18. Sorry by T.I. feat. Andre 3000

Because Andre is still just as crispy as he was in 2003.

17. Higher Ground by TNGHT

Because no other song of 2012 was this loud and obnoxiously addicting.

16. Turn It Around by The Men

Because The Men are never afraid to make their own album.

15. Thinkin Bout You (Ryan Hemsworth Bootleg) by Frank Ocean

Because this song morphed the scruffy barista into a flashy stockbroker. And this is the best remix of 2012.

14. With Just One Glance by Nicolas Jaar feat. Scout LaRue

Because the saxophone is finally cool again.

13. There He Go by Schoolboy Q

Because Schoolboy is arguably one of the thuggest, dirtiest, and hardworking rappers out there.

12. Work It Out by Twerps

Because nostalgic beach noodling is never this confident and beautiful.

11. Heaven by The Walkmen

Because these guys obviously shop at J. Crew. Oh, and they’re responsible for one of the best songs of the year.

10. Fuckin’ Problem by A$AP Rocky feat. 2 Chainz, Drake, and Kendrick Lamar

Because this song is applauded at the hipster bar, the fraternity house, Compton, and suburbia.

9. Make It Known by Foxygen

Because Ray Davies, Lou Reed, and Sgt. Pepper would be proud.

8. Wait by Airhead

Because this is one of the few abstract instrumentals that didn’t fall victim to 2012’s pretentious production.

7. Same Love by Macklemore feat.

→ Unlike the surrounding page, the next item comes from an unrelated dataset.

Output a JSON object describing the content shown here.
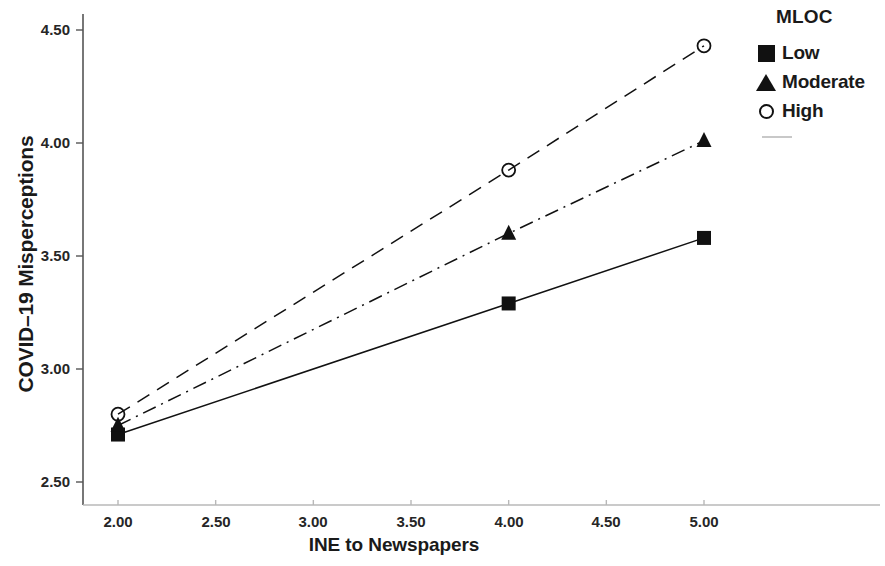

Mary Lambert

Because gay rights activism has never been so eloquently spoken in music as in “Same Love”.

6. Reagan by Killer Mike

Because no other hip-hop song sounds like a Harvard history professor’s lecture.

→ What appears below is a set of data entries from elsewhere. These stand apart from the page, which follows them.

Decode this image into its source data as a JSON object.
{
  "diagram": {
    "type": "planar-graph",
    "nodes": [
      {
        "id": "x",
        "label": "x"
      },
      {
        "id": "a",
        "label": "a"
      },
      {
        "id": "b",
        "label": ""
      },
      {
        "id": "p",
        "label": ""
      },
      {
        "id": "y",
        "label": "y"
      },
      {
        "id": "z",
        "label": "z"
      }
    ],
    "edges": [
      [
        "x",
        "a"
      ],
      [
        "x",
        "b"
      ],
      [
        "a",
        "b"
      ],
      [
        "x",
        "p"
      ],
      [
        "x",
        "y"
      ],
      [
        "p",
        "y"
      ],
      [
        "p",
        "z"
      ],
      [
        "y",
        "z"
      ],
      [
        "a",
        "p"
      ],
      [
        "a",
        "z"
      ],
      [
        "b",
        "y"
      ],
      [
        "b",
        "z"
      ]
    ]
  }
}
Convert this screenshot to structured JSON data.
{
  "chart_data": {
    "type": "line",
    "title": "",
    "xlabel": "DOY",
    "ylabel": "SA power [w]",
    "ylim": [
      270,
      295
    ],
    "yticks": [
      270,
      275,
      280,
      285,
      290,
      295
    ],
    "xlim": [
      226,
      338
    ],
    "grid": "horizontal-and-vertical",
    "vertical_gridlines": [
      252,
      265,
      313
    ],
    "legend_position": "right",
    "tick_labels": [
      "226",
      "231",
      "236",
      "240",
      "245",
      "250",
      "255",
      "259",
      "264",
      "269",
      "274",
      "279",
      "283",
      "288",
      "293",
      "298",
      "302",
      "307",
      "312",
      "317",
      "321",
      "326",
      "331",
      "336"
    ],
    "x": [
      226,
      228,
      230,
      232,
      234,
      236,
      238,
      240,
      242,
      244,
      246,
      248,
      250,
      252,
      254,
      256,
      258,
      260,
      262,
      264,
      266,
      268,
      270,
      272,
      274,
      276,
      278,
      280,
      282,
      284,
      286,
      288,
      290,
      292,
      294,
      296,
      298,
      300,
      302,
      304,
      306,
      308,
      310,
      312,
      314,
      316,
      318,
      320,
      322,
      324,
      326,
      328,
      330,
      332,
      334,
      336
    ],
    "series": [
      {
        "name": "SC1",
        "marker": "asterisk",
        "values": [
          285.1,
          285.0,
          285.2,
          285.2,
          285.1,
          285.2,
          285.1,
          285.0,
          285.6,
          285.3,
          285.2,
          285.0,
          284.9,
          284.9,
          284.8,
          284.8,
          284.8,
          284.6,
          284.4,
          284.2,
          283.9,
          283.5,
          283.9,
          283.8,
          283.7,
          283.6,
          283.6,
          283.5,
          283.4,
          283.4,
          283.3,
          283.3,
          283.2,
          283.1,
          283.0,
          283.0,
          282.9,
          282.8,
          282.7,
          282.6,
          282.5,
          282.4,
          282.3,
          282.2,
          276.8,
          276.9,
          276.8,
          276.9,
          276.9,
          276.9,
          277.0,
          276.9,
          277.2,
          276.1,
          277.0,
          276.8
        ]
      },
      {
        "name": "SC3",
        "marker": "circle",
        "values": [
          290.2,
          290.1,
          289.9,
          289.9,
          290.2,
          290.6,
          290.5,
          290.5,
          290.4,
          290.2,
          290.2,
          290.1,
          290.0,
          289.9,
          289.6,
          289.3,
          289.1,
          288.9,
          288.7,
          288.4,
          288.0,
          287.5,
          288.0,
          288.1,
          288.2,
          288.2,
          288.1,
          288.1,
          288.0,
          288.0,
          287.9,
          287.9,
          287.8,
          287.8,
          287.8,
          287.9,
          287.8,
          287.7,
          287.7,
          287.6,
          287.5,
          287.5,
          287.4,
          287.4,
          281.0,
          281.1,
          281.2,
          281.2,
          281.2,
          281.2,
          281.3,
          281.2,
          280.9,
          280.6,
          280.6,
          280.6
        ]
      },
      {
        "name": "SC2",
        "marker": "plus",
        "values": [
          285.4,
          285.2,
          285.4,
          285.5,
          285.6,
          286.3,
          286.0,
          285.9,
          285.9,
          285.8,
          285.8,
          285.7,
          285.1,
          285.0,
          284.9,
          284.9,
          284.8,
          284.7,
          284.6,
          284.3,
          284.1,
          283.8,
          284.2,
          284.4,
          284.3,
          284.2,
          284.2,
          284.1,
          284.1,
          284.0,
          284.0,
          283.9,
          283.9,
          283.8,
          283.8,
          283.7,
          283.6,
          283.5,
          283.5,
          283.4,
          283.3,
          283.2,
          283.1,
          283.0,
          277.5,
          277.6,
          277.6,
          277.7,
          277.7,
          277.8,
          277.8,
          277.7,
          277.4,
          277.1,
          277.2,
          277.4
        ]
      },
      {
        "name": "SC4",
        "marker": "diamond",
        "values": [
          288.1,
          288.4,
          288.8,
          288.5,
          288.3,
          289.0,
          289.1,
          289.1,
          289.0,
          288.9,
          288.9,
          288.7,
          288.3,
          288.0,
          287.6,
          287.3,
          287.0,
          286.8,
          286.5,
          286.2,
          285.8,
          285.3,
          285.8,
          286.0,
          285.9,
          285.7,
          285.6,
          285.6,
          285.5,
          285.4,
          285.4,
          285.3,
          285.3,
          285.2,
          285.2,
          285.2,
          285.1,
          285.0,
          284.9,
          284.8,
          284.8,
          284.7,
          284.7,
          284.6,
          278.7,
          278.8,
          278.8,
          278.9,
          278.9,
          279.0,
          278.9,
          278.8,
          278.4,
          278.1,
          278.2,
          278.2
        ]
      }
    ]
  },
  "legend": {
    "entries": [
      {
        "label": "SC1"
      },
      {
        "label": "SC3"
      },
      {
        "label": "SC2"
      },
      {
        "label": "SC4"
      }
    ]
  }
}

5. Song For Zula by Phosphorescent

Because this band has never sounded so eager to change the world.

4. The Fall by Rhye

Because the new xx album was underwhelming.

3. Swimming Pools by Kendrick Lamar

Because party music has never been this good. Ever.

2. High Fantasy by Lace Curtains

Because Austin is the best city in the world.

1. Climax by Usher

Because conception has nearly tripled since this song’s release.